Raul listened carefully to her words. She spoke to him without using sex as a weapon or a persuader, and he admired her for that. He had expected her to flaunt herself at him, to dangle her body and her beauty as a bauble before him, in an attempt to purchase his loyalty and service. This she did not do. Perhaps she respected him for an intelligent man, mature enough to beware of such enticement.
And as he listened to the warmth, the sincerity, the ring of conviction and note of communicable enthusiasm and devotion to an ideal that rang through her words like fierce music, a wave of unexpected emotion swept over him.

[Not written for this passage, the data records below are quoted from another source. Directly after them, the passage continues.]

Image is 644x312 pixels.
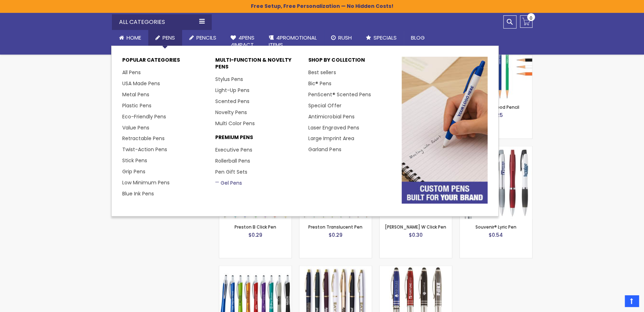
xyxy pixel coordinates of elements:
[122,57,208,67] p: Popular Categories
[308,135,354,142] a: Large Imprint Area
[359,30,404,46] a: Specials
[122,157,147,164] a: Stick Pens
[324,30,359,46] a: Rush
[234,223,276,230] a: Preston B Click Pen
[215,134,301,144] p: Premium Pens
[308,223,362,230] a: Preston Translucent Pen
[223,30,262,53] a: 4Pens4impact
[299,265,372,271] a: Ultra Gold Pen
[262,30,324,53] a: 4PROMOTIONALITEMS
[122,113,166,120] a: Eco-Friendly Pens
[374,34,397,41] span: Specials
[122,179,170,186] a: Low Minimum Pens
[215,87,249,94] a: Light-Up Pens
[122,69,141,76] a: All Pens
[122,168,145,175] a: Grip Pens
[308,102,341,109] a: Special Offer
[402,57,488,203] img: custom-pens
[163,34,175,41] span: Pens
[215,168,248,175] a: Pen Gift Sets
[215,98,249,105] a: Scented Pens
[409,231,423,238] span: $0.30
[586,293,644,312] iframe: Google Customer Reviews
[215,179,242,186] a: Gel Pens
[308,57,394,67] p: Shop By Collection
[112,30,148,46] a: Home
[476,223,517,230] a: Souvenir® Lyric Pen
[122,91,149,98] a: Metal Pens
[338,34,352,41] span: Rush
[122,102,152,109] a: Plastic Pens
[308,91,371,98] a: PenScent® Scented Pens
[219,265,292,271] a: Stiletto Advertising Stylus Pens - Special Offer
[308,113,354,120] a: Antimicrobial Pens
[308,80,332,87] a: Bic® Pens
[308,124,359,131] a: Laser Engraved Pens
[182,30,223,46] a: Pencils
[215,157,250,164] a: Rollerball Pens
[122,135,165,142] a: Retractable Pens
[308,69,336,76] a: Best sellers
[148,30,182,46] a: Pens
[380,265,452,271] a: Vivano Duo Pen with Stylus - Standard Laser
[248,231,262,238] span: $0.29
[308,146,341,153] a: Garland Pens
[385,223,446,230] a: [PERSON_NAME] W Click Pen
[529,14,532,21] span: 0
[112,14,212,30] div: All Categories
[122,146,167,153] a: Twist-Action Pens
[215,146,252,153] a: Executive Pens
[268,34,317,49] span: 4PROMOTIONAL ITEMS
[520,15,532,28] a: 0
[127,34,141,41] span: Home
[411,34,425,41] span: Blog
[215,109,247,116] a: Novelty Pens
[404,30,432,46] a: Blog
[329,231,343,238] span: $0.29
[231,34,255,49] span: 4Pens 4impact
[489,231,503,238] span: $0.54
[215,76,243,83] a: Stylus Pens
[215,120,255,127] a: Multi Color Pens
[122,80,160,87] a: USA Made Pens
[122,124,149,131] a: Value Pens
[196,34,216,41] span: Pencils
[215,57,301,74] p: Multi-Function & Novelty Pens
[122,190,154,197] a: Blue Ink Pens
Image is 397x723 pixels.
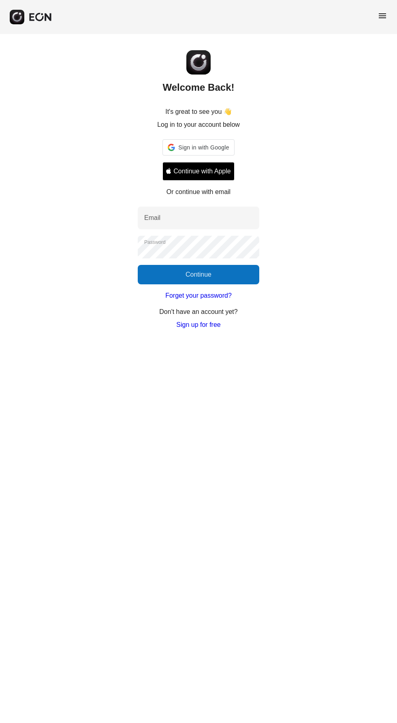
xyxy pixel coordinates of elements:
div: Sign in with Google [162,139,234,156]
p: Log in to your account below [157,120,240,130]
p: Or continue with email [167,187,231,197]
span: Sign in with Google [178,143,229,152]
p: It's great to see you 👋 [165,107,232,117]
a: Forget your password? [165,291,232,301]
button: Signin with apple ID [162,162,234,181]
span: menu [378,11,387,21]
label: Email [144,213,160,223]
a: Sign up for free [176,320,220,330]
h2: Welcome Back! [163,81,235,94]
label: Password [144,239,166,246]
p: Don't have an account yet? [159,307,237,317]
button: Continue [138,265,259,284]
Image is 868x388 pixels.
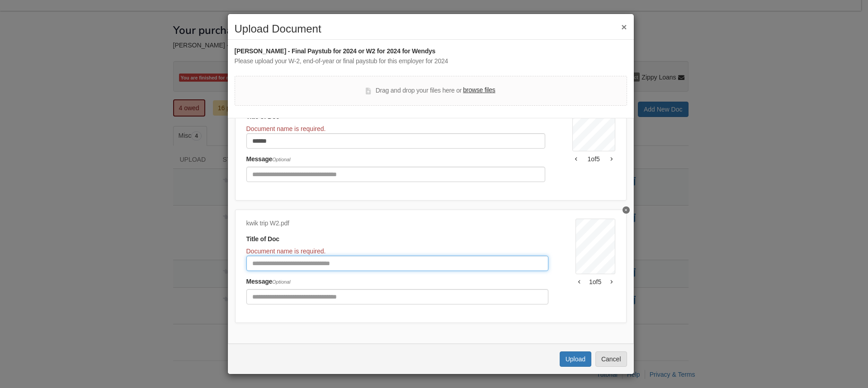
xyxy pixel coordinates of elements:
button: Delete undefined [623,206,630,213]
span: Optional [272,157,290,162]
input: Document Title [246,133,545,149]
div: 1 of 5 [572,154,615,163]
div: 1 of 5 [575,278,615,287]
div: Drag and drop your files here or [366,85,495,96]
span: Optional [272,279,290,284]
button: Upload [560,351,592,367]
div: [PERSON_NAME] - Final Paystub for 2024 or W2 for 2024 for Wendys [235,46,627,57]
label: Message [246,154,291,164]
div: kwik trip W2.pdf [246,218,549,228]
div: Document name is required. [246,247,549,256]
input: Include any comments on this document [246,289,549,304]
input: Document Title [246,256,549,271]
label: Message [246,277,291,287]
div: Document name is required. [246,124,545,133]
div: Please upload your W-2, end-of-year or final paystub for this employer for 2024 [235,57,627,67]
input: Include any comments on this document [246,166,545,182]
h2: Upload Document [235,23,627,35]
label: Title of Doc [246,235,280,244]
button: × [621,22,627,32]
label: browse files [463,85,495,95]
button: Cancel [596,351,627,367]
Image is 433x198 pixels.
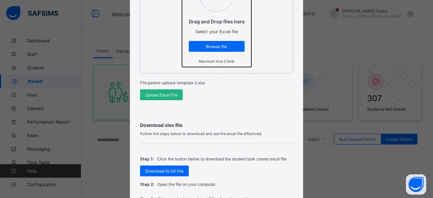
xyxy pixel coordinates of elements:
[140,156,154,161] span: Step 1:
[145,169,184,174] span: Download XLSX File
[157,182,216,187] p: Open the file on your computer
[140,122,293,128] span: Download xlsx file
[195,29,238,34] span: Select your Excel file
[140,131,293,136] span: Follow the steps below to download and use the excel file effectively
[157,156,287,161] p: Click the button below to download the student bulk create excel file
[189,19,245,24] p: Drag and Drop files here
[140,80,293,85] p: File: parent-upload-template 2.xlsx
[194,44,240,49] span: Browse file
[145,92,178,97] span: Upload Excel File
[140,182,154,187] span: Step 2:
[199,59,235,64] small: Maximum size 2.5mb
[406,174,426,195] button: Open asap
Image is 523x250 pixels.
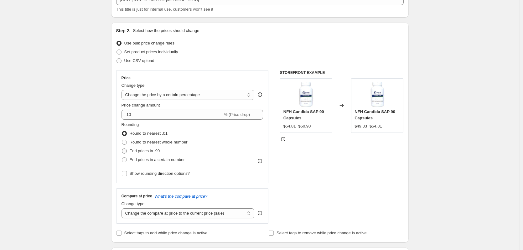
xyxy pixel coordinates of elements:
span: Select tags to remove while price change is active [277,230,367,235]
button: What's the compare at price? [155,194,208,199]
h2: Step 2. [116,28,131,34]
h3: Compare at price [122,194,152,199]
input: -15 [122,110,223,120]
strike: $54.81 [370,123,382,129]
span: Set product prices individually [124,49,178,54]
span: Show rounding direction options? [130,171,190,176]
h6: STOREFRONT EXAMPLE [280,70,404,75]
span: Round to nearest whole number [130,140,188,144]
span: This title is just for internal use, customers won't see it [116,7,213,12]
span: NFH Candida SAP 90 Capsules [355,109,395,120]
span: Round to nearest .01 [130,131,168,136]
span: % (Price drop) [224,112,250,117]
h3: Price [122,75,131,80]
div: $49.33 [355,123,367,129]
div: help [257,91,263,98]
span: Use bulk price change rules [124,41,174,45]
span: End prices in .99 [130,148,160,153]
div: help [257,210,263,216]
span: Change type [122,83,145,88]
span: Change type [122,201,145,206]
span: NFH Candida SAP 90 Capsules [283,109,324,120]
span: Use CSV upload [124,58,154,63]
p: Select how the prices should change [133,28,199,34]
img: NFH-Candida-SAP-90caps_80x.jpg [293,82,318,107]
strike: $60.90 [298,123,311,129]
div: $54.81 [283,123,296,129]
span: Price change amount [122,103,160,107]
span: End prices in a certain number [130,157,185,162]
img: NFH-Candida-SAP-90caps_80x.jpg [365,82,390,107]
span: Rounding [122,122,139,127]
span: Select tags to add while price change is active [124,230,208,235]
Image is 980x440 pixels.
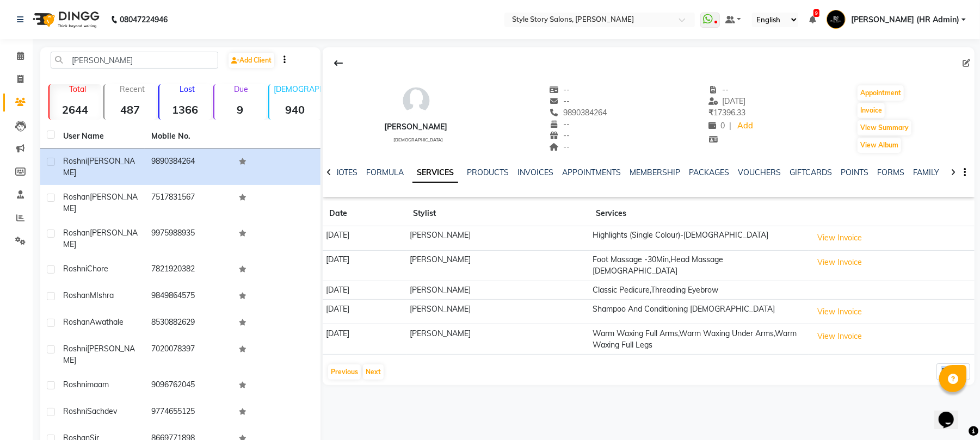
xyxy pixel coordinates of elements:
[858,120,911,136] button: View Summary
[145,220,233,256] td: 9975988935
[63,264,87,273] span: Roshni
[858,103,885,118] button: Invoice
[145,149,233,185] td: 9890384264
[50,103,101,116] strong: 2644
[709,97,746,106] span: [DATE]
[270,103,321,116] strong: 940
[145,124,233,149] th: Mobile No.
[406,250,589,280] td: [PERSON_NAME]
[406,300,589,324] td: [PERSON_NAME]
[841,167,869,178] a: POINTS
[63,343,135,364] span: [PERSON_NAME]
[809,15,815,24] a: 9
[323,300,406,324] td: [DATE]
[87,406,117,416] span: Sachdev
[467,167,509,178] a: PRODUCTS
[120,5,168,35] b: 08047224946
[913,167,939,178] a: FAMILY
[562,167,621,178] a: APPOINTMENTS
[406,201,589,226] th: Stylist
[63,192,138,213] span: [PERSON_NAME]
[589,226,809,251] td: Highlights (Single Colour)-[DEMOGRAPHIC_DATA]
[394,137,443,143] span: [DEMOGRAPHIC_DATA]
[877,167,904,178] a: FORMS
[858,86,904,100] button: Appointment
[790,167,832,178] a: GIFTCARDS
[164,84,211,94] p: Lost
[406,280,589,300] td: [PERSON_NAME]
[550,107,607,118] span: 9890384264
[589,300,809,324] td: Shampoo And Conditioning [DEMOGRAPHIC_DATA]
[406,226,589,251] td: [PERSON_NAME]
[851,14,960,26] span: [PERSON_NAME] (HR Admin)
[589,201,809,226] th: Services
[63,156,87,166] span: Roshni
[104,103,156,116] strong: 487
[812,304,867,320] button: View Invoice
[366,167,404,178] a: FORMULA
[63,290,90,300] span: Roshan
[333,167,358,178] a: NOTES
[160,103,211,116] strong: 1366
[87,264,108,273] span: Chore
[412,163,458,183] a: SERVICES
[274,84,321,94] p: [DEMOGRAPHIC_DATA]
[400,84,433,117] img: avatar
[145,310,233,336] td: 8530882629
[145,399,233,426] td: 9774655125
[87,379,109,389] span: maam
[518,167,554,178] a: INVOICES
[323,280,406,300] td: [DATE]
[858,138,901,153] button: View Album
[90,290,114,300] span: MIshra
[406,324,589,354] td: [PERSON_NAME]
[550,119,571,128] span: --
[729,120,731,132] span: |
[90,317,123,327] span: Awathale
[57,124,145,149] th: User Name
[814,9,819,17] span: 9
[709,121,725,131] span: 0
[709,107,745,118] span: 17396.33
[145,256,233,283] td: 7821920382
[550,85,571,94] span: --
[214,103,266,116] strong: 9
[826,10,846,29] img: Nilofar Ali (HR Admin)
[328,364,361,379] button: Previous
[630,167,681,178] a: MEMBERSHIP
[109,84,156,94] p: Recent
[63,227,90,238] span: Roshan
[327,53,350,73] div: Back to Client
[145,283,233,310] td: 9849864575
[63,156,135,178] span: [PERSON_NAME]
[28,5,102,35] img: logo
[63,379,87,389] span: Roshni
[51,51,218,69] input: Search by Name/Mobile/Email/Code
[323,201,406,226] th: Date
[145,185,233,220] td: 7517831567
[589,324,809,354] td: Warm Waxing Full Arms,Warm Waxing Under Arms,Warm Waxing Full Legs
[63,406,87,416] span: Roshni
[689,167,729,178] a: PACKAGES
[63,192,90,202] span: Roshan
[145,372,233,399] td: 9096762045
[63,343,87,354] span: Roshni
[217,84,266,94] p: Due
[812,230,867,246] button: View Invoice
[812,328,867,345] button: View Invoice
[736,118,755,134] a: Add
[550,142,571,152] span: --
[812,254,867,271] button: View Invoice
[54,84,101,94] p: Total
[145,336,233,372] td: 7020078397
[550,131,571,140] span: --
[589,250,809,280] td: Foot Massage -30Min,Head Massage [DEMOGRAPHIC_DATA]
[63,227,138,249] span: [PERSON_NAME]
[363,364,384,379] button: Next
[385,121,448,132] div: [PERSON_NAME]
[550,97,571,106] span: --
[709,107,713,118] span: ₹
[63,317,90,327] span: Roshan
[323,250,406,280] td: [DATE]
[589,280,809,300] td: Classic Pedicure,Threading Eyebrow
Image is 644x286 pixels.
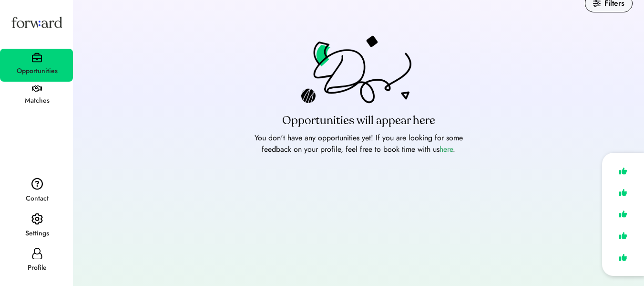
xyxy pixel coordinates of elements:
img: briefcase.svg [32,53,42,63]
img: like.svg [617,164,629,178]
a: here [439,143,453,154]
div: Opportunities [1,66,73,77]
img: settings.svg [32,213,43,225]
div: Contact [1,192,73,204]
img: like.svg [617,250,629,264]
img: handshake.svg [32,85,42,92]
img: like.svg [617,185,629,199]
img: contact.svg [32,177,43,190]
img: like.svg [617,207,629,221]
img: like.svg [617,229,629,242]
div: Settings [1,228,73,239]
div: Matches [1,95,73,106]
div: You don't have any opportunities yet! If you are looking for some feedback on your profile, feel ... [254,132,463,155]
div: Opportunities will appear here [282,113,435,128]
img: fortune%20cookie.png [301,35,416,109]
img: Forward logo [9,8,64,37]
div: Profile [1,262,73,273]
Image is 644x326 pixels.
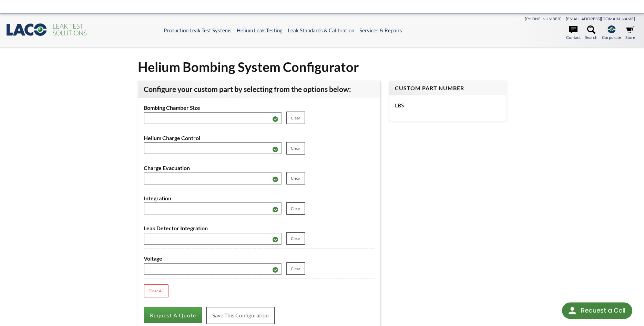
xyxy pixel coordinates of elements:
[602,34,621,41] span: Corporate
[164,27,231,34] a: Production Leak Test Systems
[144,103,375,112] label: Bombing Chamber Size
[565,16,635,22] a: [EMAIL_ADDRESS][DOMAIN_NAME]
[144,285,168,298] a: Clear All
[144,224,375,233] label: Leak Detector Integration
[206,307,275,324] a: Save This Configuration
[525,16,561,22] a: [PHONE_NUMBER]
[286,262,305,275] a: Clear
[144,254,375,263] label: Voltage
[237,27,282,34] a: Helium Leak Testing
[625,26,635,41] a: Store
[286,202,305,215] a: Clear
[286,172,305,185] a: Clear
[566,26,580,41] a: Contact
[395,84,500,92] h4: Custom Part Number
[144,194,375,203] label: Integration
[144,134,375,143] label: Helium Charge Control
[138,59,506,76] h1: Helium Bombing System Configurator
[286,111,305,124] a: Clear
[567,306,577,316] img: round button
[585,26,597,41] a: Search
[288,27,354,34] a: Leak Standards & Calibration
[395,101,500,110] p: LBS
[359,27,402,34] a: Services & Repairs
[286,232,305,244] a: Clear
[144,307,202,323] button: Request A Quote
[144,84,375,94] h3: Configure your custom part by selecting from the options below:
[144,164,375,173] label: Charge Evacuation
[581,303,625,318] div: Request a Call
[286,142,305,155] a: Clear
[562,303,632,319] div: Request a Call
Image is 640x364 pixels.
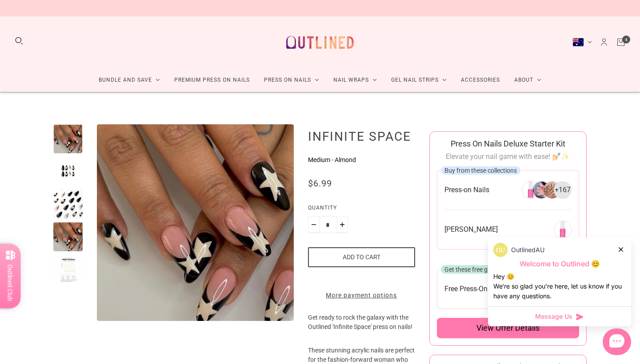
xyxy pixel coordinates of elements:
button: Plus [336,216,348,233]
a: Press On Nails [257,68,326,92]
span: Get these free gifts [444,266,496,273]
span: $6.99 [308,178,332,189]
a: Nail Wraps [326,68,384,92]
a: Accessories [453,68,507,92]
a: Premium Press On Nails [167,68,257,92]
span: Press On Nails Deluxe Starter Kit [450,139,565,148]
a: More payment options [308,291,415,300]
img: 269291651152-0 [553,221,571,238]
button: Add to cart [308,247,415,267]
button: Search [14,36,24,46]
label: Quantity [308,203,415,216]
img: 266304946256-2 [543,181,560,199]
span: Free Press-On Nails [444,284,505,294]
h1: Infinite Space [308,129,415,144]
span: + 167 [554,185,570,195]
span: Message Us [535,312,572,321]
modal-trigger: Enlarge product image [97,124,294,321]
span: Buy from these collections [444,167,517,174]
p: OutlinedAU [511,245,544,255]
a: Outlined [281,24,359,61]
p: Medium - Almond [308,155,415,165]
div: Hey 😊 We‘re so glad you’re here, let us know if you have any questions. [493,272,625,301]
a: Account [599,37,608,47]
span: Elevate your nail game with ease! 💅✨ [445,152,569,161]
img: 266304946256-0 [521,181,539,199]
img: 266304946256-1 [532,181,550,199]
span: View offer details [476,323,539,334]
img: Infinite Space - Press On Nails [97,124,294,321]
p: Get ready to rock the galaxy with the Outlined 'Infinite Space' press on nails! [308,313,415,346]
span: Press-on Nails [444,185,489,195]
p: Welcome to Outlined 😊 [493,259,625,269]
a: Cart [616,37,625,47]
button: Minus [308,216,319,233]
span: [PERSON_NAME] [444,225,497,234]
img: data:image/png;base64,iVBORw0KGgoAAAANSUhEUgAAACQAAAAkCAYAAADhAJiYAAAAAXNSR0IArs4c6QAAAERlWElmTU0... [493,243,507,257]
button: Australia [572,38,592,47]
a: Gel Nail Strips [384,68,453,92]
a: About [507,68,548,92]
a: Bundle and Save [91,68,167,92]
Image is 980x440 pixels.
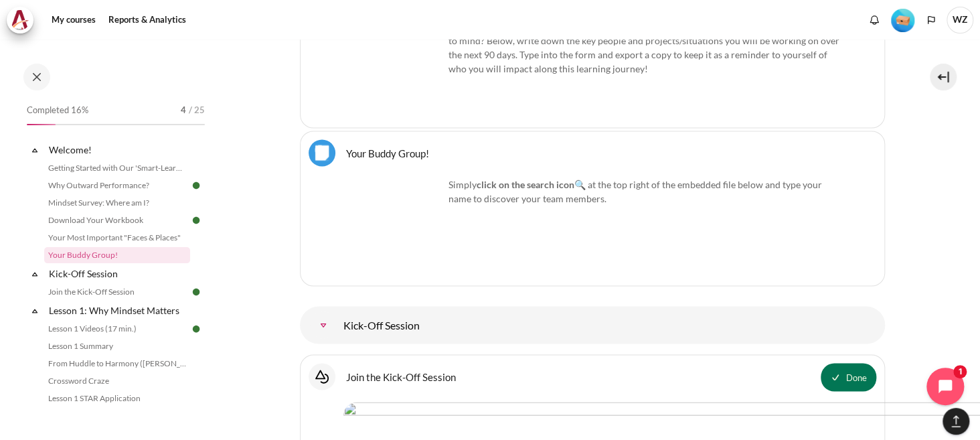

For he was a Romantic at heart, although he did not suspect it, and thought of himself as a clear-sighted man stripped bare of all illusions; and he was more than half a poet (though he would have laughed and scoffed at you if you had named him one), and something of the poetry and romance in him awoke and responded fully to words like hers, winged with zeal, and the absurd concept that something fine and strong and worthy can be bulit by far-seeing men and women devoted to something larger than just themselves.
He felt almost dizzy, seized by an aura of personal magnetism such as might have beaten brightly about the person of Alexander, or Caesar, Napoleon or Gandhi, Fuller or Saul Everest, or even Arion the Eternal, who founded the great Imperium upon a dream no less flimsy and romantic than hers. The surge of enthusiasm within him opened doors long closed—pulled him out of habits familiar, and into strange regions where beliefs are shaken, no matter how strongly adhered to, and where golden, glittering impossibilities seemed to hover at the brink of the Possible.
“What happened then?”
She smiled a small, tight, ironic smile.
“What happens to all dreams, at the end, I guess. Your government, you see, wants Valadon ignorant, diseased, dirty, illiterate, and superstitious. Our taxes were raised—too high. The vokarthu experts, professors, teachers, doctors, engineers we had hired among the star-worlds—were impeded in coming to take up new duties with us. Their visas were canceled—they were pressed into service during your war—they were suddenly hired away at higher salaries.”
“And-then?”
Dull-eyed: “He died. He was very young. Shageen, a kind of fever. But I know he died of a rarer, more painful disease, called death-of-dreams. Or broken-heart, if you prefer the truism. And then they set me aside, and put the besotted idiot on the Dais. I would not—truly!—have minded, had his successor chosen to carry on the struggle, to continue the work we had begun. But Hastril is just—a nonentity. All he asks of life is to whip a slave to death now and then, or buy a woman or two more, and always, of course, to have enough viathol about to drug his dull mind into seas of blazing ecstasy. Ah—the waste, the pity, the shame of it all!”